VENTURA, Calif. (CNS) -- When Father Tom Elewaut saw the name on his phone's caller ID the night of June 30, the pastor of Mission San Buenaventura guessed the call had something to do with the recent controversy over whether to remove the statue of St. Junipero Serra in front of Ventura's City Hall.
He guessed wrong.
"I've got some good news," said Los Angeles Archbishop Jose H. Gomez on the other end of the line. "You're a minor basilica."
Father Elewaut's voice started to crack with emotion. He had spent the last six years researching, praying and waiting for Pope Francis to decide whether to elevate the 238-year-old parish to the rank of minor basilica.
On July 15, the feast of the mission's namesake, St. Bonaventure, the pope's decision became public.
At a special 7:30 a.m. Mass celebrated by Archbishop Gomez, Father Elewaut and Los Angeles Auxiliary Bishop Robert E. Barron, Mission San Buenaventura was unveiled as the first basilica in the Archdiocese of Los Angeles and the 88th in the United States.
"When the pope designates a basilica, it means this is holy ground, that something beautiful and important in the history of salvation happened here," Archbishop Gomez said at the Mass.
The liturgy was held outside in the mission's garden because of restrictions on outdoor religious services mandated by California Gov. Gavin Newsom just two days earlier in light of a spike in coronavirus cases in the state.
Of the nine missions St. Junipero founded in what is today California, Mission San Buenaventura has the distinction of being his last, established on Easter, March 31, 1782. The pursuit of the mission's elevation began in 1976.
"Today (God) has been kind enough to grant me the consolation, after many years of longing, of witnessing the founding of the Holy Mission of Our Seraphic Doctor San Buenaventura," Father Elewaut said. "And the same thing can be said of this founding as the canonization of the saint: 'Quo tardius, eo solemnius.' ('The more slowly, the more solemnly.')"

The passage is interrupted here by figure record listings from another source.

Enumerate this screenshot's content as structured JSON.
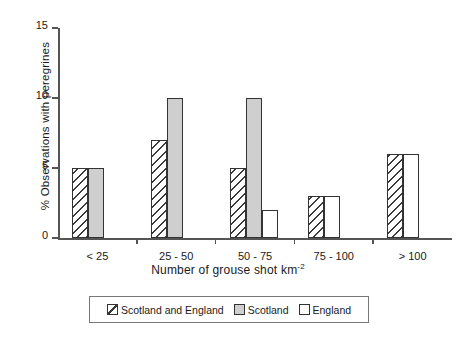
{
  "chart_data": {
    "type": "bar",
    "title": "",
    "xlabel": "Number of grouse shot km-2",
    "xlabel_base": "Number of grouse shot km",
    "xlabel_exponent": "-2",
    "ylabel": "% Observations with peregrines",
    "ylim": [
      0,
      15
    ],
    "yticks": [
      0,
      5,
      10,
      15
    ],
    "ytick_labels": [
      "0",
      "5",
      "10",
      "15"
    ],
    "grid": false,
    "legend_position": "below-axes",
    "categories": [
      "< 25",
      "25 - 50",
      "50 - 75",
      "75 - 100",
      "> 100"
    ],
    "series": [
      {
        "name": "Scotland and England",
        "pattern": "diagonal-hatch",
        "color": "#ffffff",
        "values": [
          5,
          7,
          5,
          3,
          6
        ]
      },
      {
        "name": "Scotland",
        "pattern": "solid-gray",
        "color": "#cfcfcf",
        "values": [
          5,
          10,
          10,
          null,
          null
        ]
      },
      {
        "name": "England",
        "pattern": "dotted",
        "color": "#ffffff",
        "values": [
          null,
          null,
          2,
          3,
          6
        ]
      }
    ]
  },
  "legend": {
    "items": [
      {
        "label": "Scotland and England",
        "swatch": "hatch"
      },
      {
        "label": "Scotland",
        "swatch": "solid"
      },
      {
        "label": "England",
        "swatch": "dots"
      }
    ]
  },
  "colors": {
    "axis": "#555555",
    "bar_outline": "#333333",
    "scotland_fill": "#cfcfcf"
  }
}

In making a church a basilica, the pope declares the church to be one of his own.
There are a little more than 1,800 minor basilicas in the world; 87 are in the U.S. and six in California.
For Bishop Barron, the announcement had a special significance. Five years ago, two months after St. Junipero's canonization, he was installed as episcopal vicar for the Santa Barbara region of the Archdiocese of Los Angeles in a Mass celebrated at Mission San Buenaventura.
In an interview with Angelus, the online news platform of the archdiocese, he said basilicas are a potent symbol of the church's universality.
"It's a way of linking churches spread all over the world to the pope," he said, adding, "We put strength in diversity today, which is great, but we can sometimes overlook the importance of unity, what brings us all together as one community, despite our massive differences in language and culture."
Now that Mission San Buenaventura is a basilica, it will receive a series of symbolic "upgrades" including a cone-shaped canopy, known as an "ombrellino," that will now be placed above the church's lectern; a bell mounted on a pole, known as the "tintinnabulum," similar to that used during the Middle Ages to signal the pope's approach, will now be used in parish processions; and the insignia of the Papal Cross Keys will appear in banners, signs and over the mission's doors.
But for Father Elewaut the honor is less about pomp and pageantry and more about motivating his parishioners to live and share their faith in a more authentic way.
"This is going to put a greater responsibility on the parish leadership and the people of the parish to discover new ways of evangelization in the spirit of St. Junipero Serra and St. Bonaventure," he said.